Even I find hating on emo funny. Still, I love emo. Why?
-I am contrary. Emo isn't cool -- being called 'emo' is super-uncool. No band in the history of emo has actually been willinng to identify themselves as emo.
-Emo isn't about being a rockstar -- it's about communicating, and rather than glorifying the performers, it's about breaking down the walls between the audience and the performers. The best bands make you feel like they could be you, and you could be them.
-Sincerity= cool. Irony = lame
-Positivity is also cool
-It's not just about girls. There's plenty of self-criticism and stories about broken friendships.

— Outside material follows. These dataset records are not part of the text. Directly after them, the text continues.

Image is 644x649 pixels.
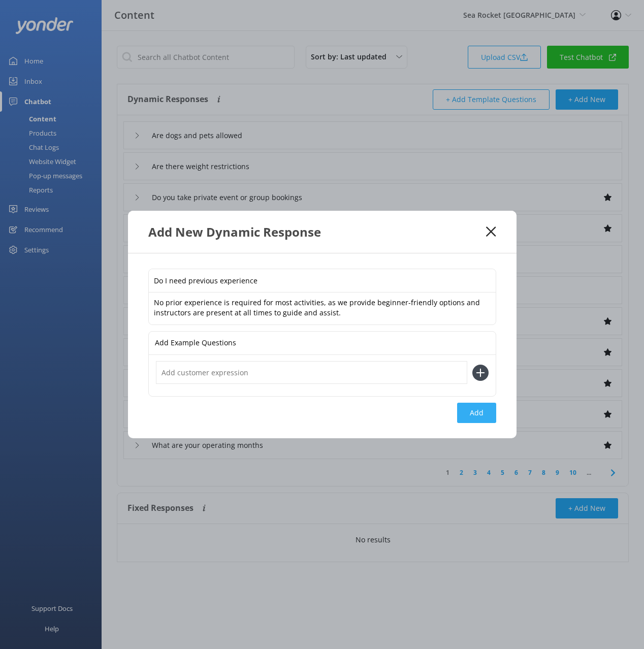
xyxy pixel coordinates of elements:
p: Add Example Questions [155,332,236,355]
input: Add customer expression [156,361,468,384]
button: Close [486,226,496,237]
textarea: No prior experience is required for most activities, as we provide beginner-friendly options and ... [149,293,496,324]
input: Type a new question... [149,269,496,292]
div: Add New Dynamic Response [148,223,487,241]
button: Add [458,403,497,423]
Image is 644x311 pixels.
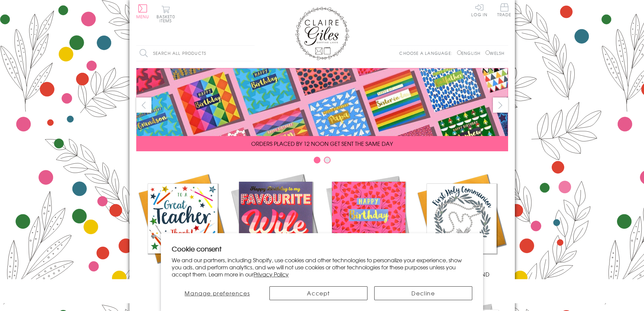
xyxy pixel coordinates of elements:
button: prev [136,98,152,113]
label: English [457,50,484,56]
button: Menu [136,5,149,19]
button: Decline [374,287,472,300]
img: Claire Giles Greetings Cards [295,7,349,60]
a: New Releases [230,172,322,278]
a: Birthdays [322,172,415,278]
input: Welsh [486,50,490,55]
input: Search all products [136,46,255,61]
span: Trade [497,3,511,17]
div: Carousel Pagination [136,156,508,167]
input: English [457,50,461,55]
a: Log In [471,3,488,17]
h2: Cookie consent [172,244,472,253]
span: Menu [136,14,149,20]
a: Academic [136,172,230,278]
button: Accept [270,287,367,300]
button: Basket0 items [157,5,175,23]
button: Carousel Page 2 [324,157,330,164]
button: Manage preferences [172,287,263,300]
a: Trade [497,3,511,18]
p: Choose a language: [399,50,456,56]
button: next [493,98,508,113]
label: Welsh [486,50,505,56]
a: Communion and Confirmation [415,172,508,287]
span: Manage preferences [185,289,250,297]
span: 0 items [160,14,175,24]
span: ORDERS PLACED BY 12 NOON GET SENT THE SAME DAY [252,140,393,148]
a: Privacy Policy [254,270,289,278]
button: Carousel Page 1 (Current Slide) [314,157,320,164]
p: We and our partners, including Shopify, use cookies and other technologies to personalize your ex... [172,256,472,278]
input: Search [248,46,255,61]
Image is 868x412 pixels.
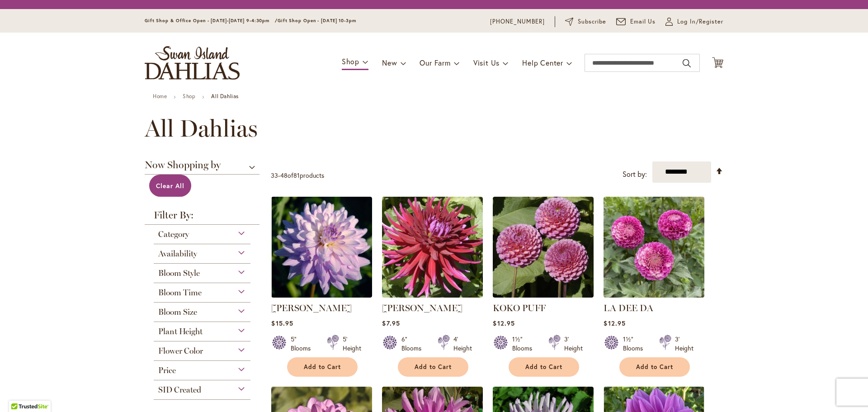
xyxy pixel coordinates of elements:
button: Add to Cart [287,357,358,377]
label: Sort by: [622,166,646,183]
div: 3' Height [675,334,693,352]
span: Availability [158,248,197,258]
span: All Dahlias [144,115,258,142]
a: Email Us [616,17,656,26]
div: 5' Height [342,334,361,352]
a: Subscribe [565,17,606,26]
span: Flower Color [158,346,203,356]
strong: Filter By: [144,210,259,225]
button: Search [682,56,691,70]
span: $12.95 [604,319,625,327]
span: Now Shopping by [144,160,259,175]
button: Add to Cart [398,357,468,377]
span: New [382,58,397,67]
a: [PERSON_NAME] [271,302,352,313]
span: Category [158,229,189,239]
div: 6" Blooms [401,334,426,352]
button: Add to Cart [509,357,579,377]
a: LA DEE DA [604,302,653,313]
img: La Dee Da [604,196,704,297]
span: 33 [271,171,278,180]
a: JUANITA [382,290,483,299]
iframe: Launch Accessibility Center [7,379,32,404]
span: Price [158,365,175,375]
span: $15.95 [271,319,293,327]
span: SID Created [158,384,201,394]
a: Clear All [149,175,191,196]
a: Shop [183,92,196,99]
span: Clear All [156,181,185,190]
img: JUANITA [382,196,483,297]
button: Add to Cart [620,357,690,377]
span: Log In/Register [677,17,723,26]
a: JORDAN NICOLE [271,290,372,299]
a: [PHONE_NUMBER] [490,17,545,26]
a: [PERSON_NAME] [382,302,463,313]
strong: All Dahlias [211,92,238,99]
span: 81 [293,171,300,180]
div: 1½" Blooms [623,334,648,352]
img: JORDAN NICOLE [271,196,372,297]
span: Visit Us [473,58,499,67]
p: - of products [271,168,324,183]
a: Home [153,92,167,99]
a: Log In/Register [666,17,723,26]
div: 1½" Blooms [512,334,537,352]
span: Our Farm [420,58,450,67]
a: La Dee Da [604,290,704,299]
span: 48 [280,171,287,180]
div: 3' Height [564,334,583,352]
span: Gift Shop Open - [DATE] 10-3pm [278,18,356,23]
span: $7.95 [382,319,400,327]
span: Add to Cart [415,362,452,371]
span: Plant Height [158,326,202,336]
span: Add to Cart [636,362,673,371]
span: $12.95 [493,319,515,327]
div: 5" Blooms [290,334,316,352]
span: Email Us [630,17,656,26]
span: Bloom Style [158,268,200,278]
span: Add to Cart [526,362,562,371]
a: KOKO PUFF [493,290,593,299]
span: Bloom Time [158,287,201,297]
span: Help Center [522,58,563,67]
span: Bloom Size [158,307,197,316]
div: 4' Height [453,334,472,352]
span: Shop [342,56,359,66]
span: Subscribe [578,17,606,26]
span: Add to Cart [304,362,341,371]
span: Gift Shop & Office Open - [DATE]-[DATE] 9-4:30pm / [144,18,278,23]
img: KOKO PUFF [493,196,593,297]
a: store logo [144,46,239,80]
a: KOKO PUFF [493,302,546,313]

-Mockers will scoff at the sometimes sirrupy/wimpy 'heaviness' -- products of emo's desire to blend melody and aggression musically --but emo music gives its performers (and by extension its fans) a chance to be powerful and vulnerable at the same time. (Alright, so I have to admit that quite frankly I scoff at the sirruppy 'heaviness' of some of the current screamo bands... this post isn't my attempt to say all emo music is good).

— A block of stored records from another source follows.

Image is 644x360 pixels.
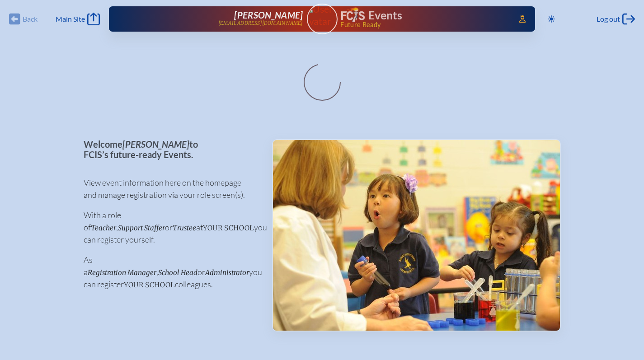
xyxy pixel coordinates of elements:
span: Trustee [173,223,196,232]
a: User Avatar [307,4,337,35]
span: Main Site [55,14,85,24]
div: FCIS Events — Future ready [341,7,507,28]
span: School Head [158,268,197,277]
p: [EMAIL_ADDRESS][DOMAIN_NAME] [218,20,303,26]
span: Support Staffer [118,223,165,232]
span: [PERSON_NAME] [234,9,303,20]
span: Registration Manager [88,268,157,277]
span: your school [124,280,175,289]
p: As a , or you can register colleagues. [84,254,258,290]
p: With a role of , or at you can register yourself. [84,209,258,245]
span: Log out [597,14,620,24]
span: [PERSON_NAME] [123,139,190,149]
p: View event information here on the homepage and manage registration via your role screen(s). [84,177,258,201]
a: [PERSON_NAME][EMAIL_ADDRESS][DOMAIN_NAME] [138,10,303,28]
span: your school [203,223,254,232]
img: User Avatar [303,3,341,27]
p: Welcome to FCIS’s future-ready Events. [84,139,258,159]
a: Main Site [55,13,100,25]
span: Administrator [205,268,249,277]
img: Events [273,140,560,330]
span: Teacher [91,223,116,232]
span: Future Ready [340,21,506,28]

-Misogyny is lame. Emo doesn't depict females as sexual conquests.
-'Macho' is lame. It ruins a lot of the good parts of sports, punk, and metal.

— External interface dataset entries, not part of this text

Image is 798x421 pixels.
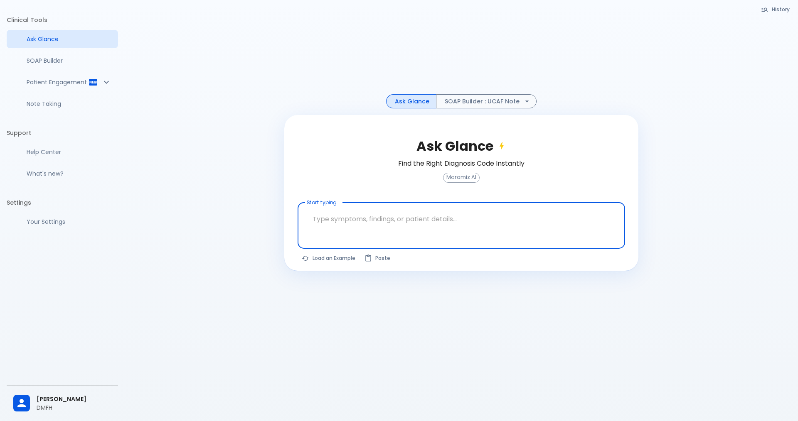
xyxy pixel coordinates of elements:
[7,193,118,213] li: Settings
[27,35,111,43] p: Ask Glance
[27,78,88,86] p: Patient Engagement
[7,123,118,143] li: Support
[757,3,794,15] button: History
[298,252,360,264] button: Load a random example
[307,199,339,206] label: Start typing...
[27,218,111,226] p: Your Settings
[7,95,118,113] a: Advanced note-taking
[7,143,118,161] a: Get help from our support team
[416,138,507,154] h2: Ask Glance
[27,100,111,108] p: Note Taking
[7,10,118,30] li: Clinical Tools
[7,389,118,418] div: [PERSON_NAME]DMFH
[436,94,536,109] button: SOAP Builder : UCAF Note
[27,170,111,178] p: What's new?
[7,213,118,231] a: Manage your settings
[7,30,118,48] a: Moramiz: Find ICD10AM codes instantly
[398,158,524,170] h6: Find the Right Diagnosis Code Instantly
[7,52,118,70] a: Docugen: Compose a clinical documentation in seconds
[27,57,111,65] p: SOAP Builder
[7,73,118,91] div: Patient Reports & Referrals
[37,404,111,412] p: DMFH
[443,175,479,181] span: Moramiz AI
[7,165,118,183] div: Recent updates and feature releases
[27,148,111,156] p: Help Center
[360,252,395,264] button: Paste from clipboard
[386,94,436,109] button: Ask Glance
[37,395,111,404] span: [PERSON_NAME]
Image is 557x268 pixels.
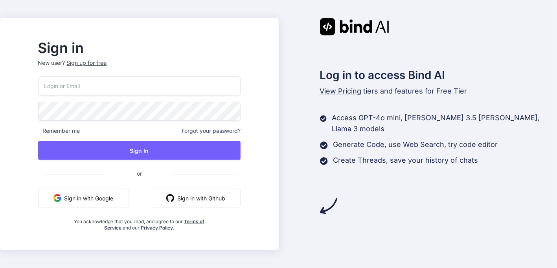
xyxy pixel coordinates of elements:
[38,189,129,207] button: Sign in with Google
[38,141,241,160] button: Sign In
[105,164,173,183] span: or
[333,155,478,166] p: Create Threads, save your history of chats
[53,194,61,202] img: google
[38,42,241,54] h2: Sign in
[104,218,205,231] a: Terms of Service
[38,76,241,95] input: Login or Email
[67,59,107,67] div: Sign up for free
[71,214,207,231] div: You acknowledge that you read, and agree to our and our
[151,189,240,207] button: Sign in with Github
[320,18,389,35] img: Bind AI logo
[332,112,557,134] p: Access GPT-4o mini, [PERSON_NAME] 3.5 [PERSON_NAME], Llama 3 models
[141,225,174,231] a: Privacy Policy.
[166,194,174,202] img: github
[181,127,240,135] span: Forgot your password?
[38,127,80,135] span: Remember me
[333,139,498,150] p: Generate Code, use Web Search, try code editor
[38,59,241,76] p: New user?
[320,87,361,95] span: View Pricing
[320,197,337,214] img: arrow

-It's cool to find a genre of music where the fanbase is made up (rougly) equally of girls and guys.
-It's inclusive. Emo is for kids that know they don't want to listen to Top 40 radio (or radio rock) but that aren't cool enough to be punk (or macho enough to be metal).
-Emo is punk.
-Fuck you. Who made you the arbitrator of what punk is? The original generation of punk involved a bunch of bands that shared a (somewhat) common spirit, but no one sounded like anybody else -- just try to find the common sound between Television, the Ramones, and Patti Smith! British punk and then American hardcore narrowed punk to a one-dimensional sonic style. Just because you don't sound like The Sex Pistols or Black Flag doesn't mean you're not punk. (Though those are two awesome bands). The great thing about punk rock when it came out was that it sounded unlike anything anyone else had heard until then. (Unlike most of what masquerades under the name 'punk' today, which either sounds like it came from 1977, 1982 or like those two years filtered though 90's modern rock and pop-metal). The first generation of punk bands were brilliant, inventive, hard-edged, and progressive, (and not 'progressive' in a lame, dinosaur-rock kind of way). Any band with a DIY aesthetic, unprocessed sound, and subversive message and unfiltered expression is punk rock. Son House is punk rock. They Might Be Giants is punk. Good emo is punk.